Key Experimental Results¶
Main Results¶
| Method | ImageNette 1IPC | ImageNette 10IPC | Tiny-IN 50IPC | ImageNet-1K 10IPC | ImageNet-1K 50IPC |
|---|---|---|---|---|---|
| Random | 23.5 | 47.7 | 16.8 | 3.6 | 15.3 |
| DM | 32.8 | 58.1 | 24.1 | - | - |
| SRe2L | 20.6 | 54.2 | 41.1 | 21.3 | 46.8 |
| G-VBSM | - | - | 47.6 | 31.4 | 51.8 |
| SCDD | - | - | 45.9 | 32.1 | 53.1 |
| WMDD | 40.2 | 64.8 | 59.4 | 38.2 | 57.6 |
At 100 IPC, WMDD achieves 87.1%, 61.0%, and 60.7% on the three benchmarks, respectively, approaching full-data training performance (89.9%, 63.5%, 63.1%).
Ablation Study¶
| Feature Loss | Regularization | ImageNette | Tiny-IN | ImageNet-1K |
|---|---|---|---|---|
| Wasserstein | PCBN | 64.7 | 41.8 | 38.1 |
| CE | PCBN | 63.5 | 41.0 | 36.4 |
| Wasserstein | BN | 60.7 | 36.6 | 26.8 |
| CE | BN | 54.2 | 38.0 | 35.9 |
The combination of PCBN and Wasserstein matching consistently outperforms all other combinations across datasets, demonstrating that both designs are indispensable. Replacing the Wasserstein metric with MMD yields near-random performance on Tiny-IN and ImageNet-1K.
Key Findings¶
- Cross-architecture generalization: Synthetic data distilled with ResNet-18 transfers well to ResNet-50/101 and ViT-Tiny/Small (with slight degradation on ViT).
- Computational efficiency: WMDD's per-iteration time is only 0.013s, comparable to SRe2L (0.015s) and far faster than DC (2.154s) and DM (1.965s).
- Theoretical interpretation of Wasserstein vs.
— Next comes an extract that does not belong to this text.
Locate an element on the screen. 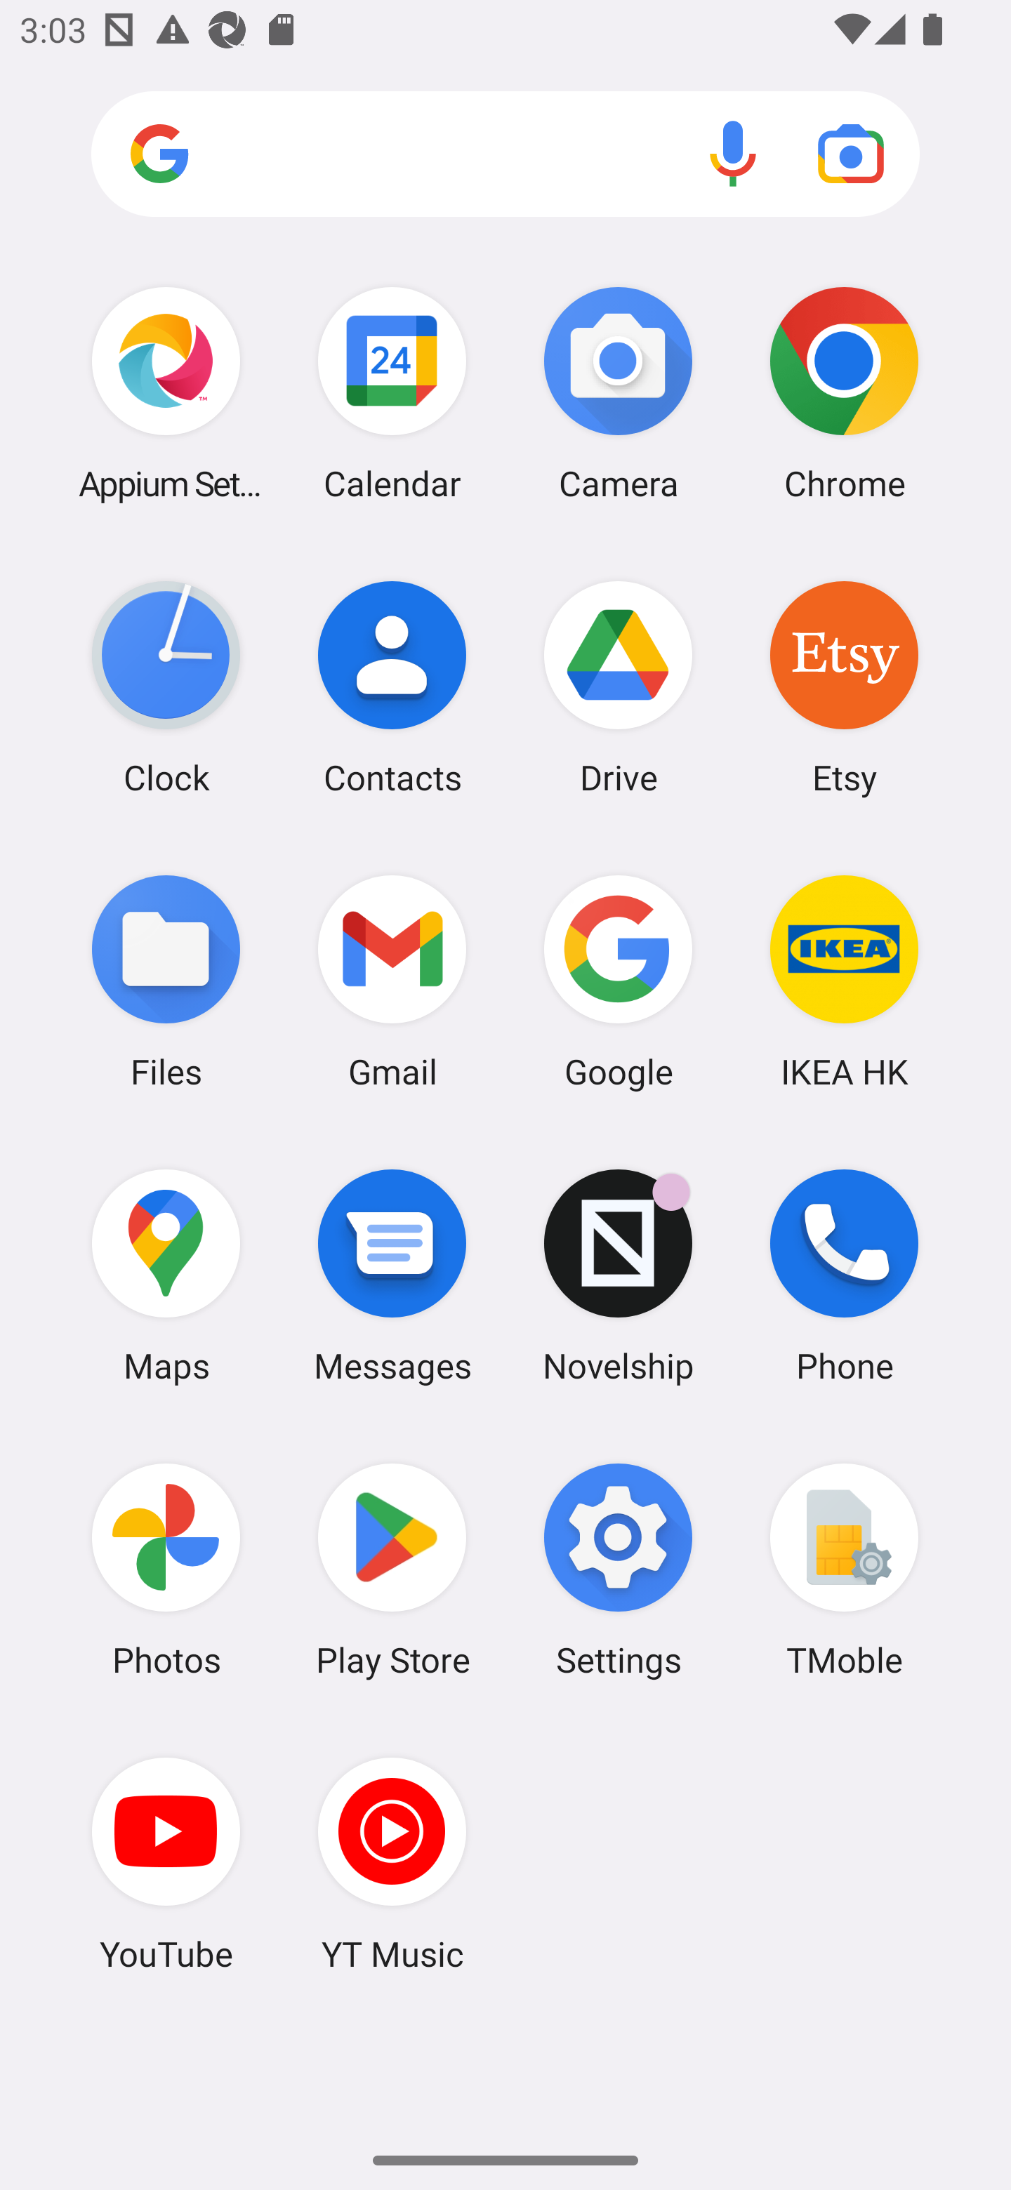  YT Music is located at coordinates (392, 1864).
MMD: The error bound of Wasserstein depends only on the Lipschitz constant, whereas the MMD bound depends on RKHS norms, which are difficult to control precisely in practice.
Highlights & Insights¶
- Elegantly introduces optimal transport theory into dataset distillation, replacing simple mean matching with Wasserstein barycenters.
- The PCBN design is concise yet effective—per-class BN statistics should not be conflated across classes.
- Retains the computational efficiency of distribution matching while matching or surpassing bilevel optimization methods in performance.
- The additional overhead of computing barycenters in the embedding space is negligible (approximately 10 seconds total).
Limitations & Future Work¶
- Performance depends on the quality of the pretrained classifier; biases in the classifier may be transferred to the synthetic data.
- Solving optimal transport for Wasserstein barycenters may become a bottleneck at extremely large class counts.
- The paper does not explore integration with generative models (e.g., GAN or Diffusion models).
- Cross-architecture generalization to data-hungry architectures such as ViTs remains an open avenue for improvement.
Related Work & Insights¶
- The SRe2L family (squeeze–recover–relabel) serves as the most direct baseline; WMDD introduces Wasserstein matching into its recover stage.
- Sliced Wasserstein distance slightly accelerates computation but yields marginally lower performance (Table 5), indicating that full OT computation is critical for quality.
- The approach may generalize to other scenarios requiring distributional summaries, such as data sharing in federated learning.
Rating¶
- Novelty: ⭐⭐⭐⭐ — Systematically introducing OT theory into dataset distillation is a novel perspective.
- Theoretical Depth: ⭐⭐⭐⭐ — Provides error bound analysis comparing Wasserstein and MMD.
- Experimental Thoroughness: ⭐⭐⭐⭐⭐ — Three datasets, multiple IPC settings, cross-architecture evaluation, and efficiency analysis are all covered.
- Practicality: ⭐⭐⭐⭐⭐ — Excellent computational efficiency, scalable to ImageNet-1K.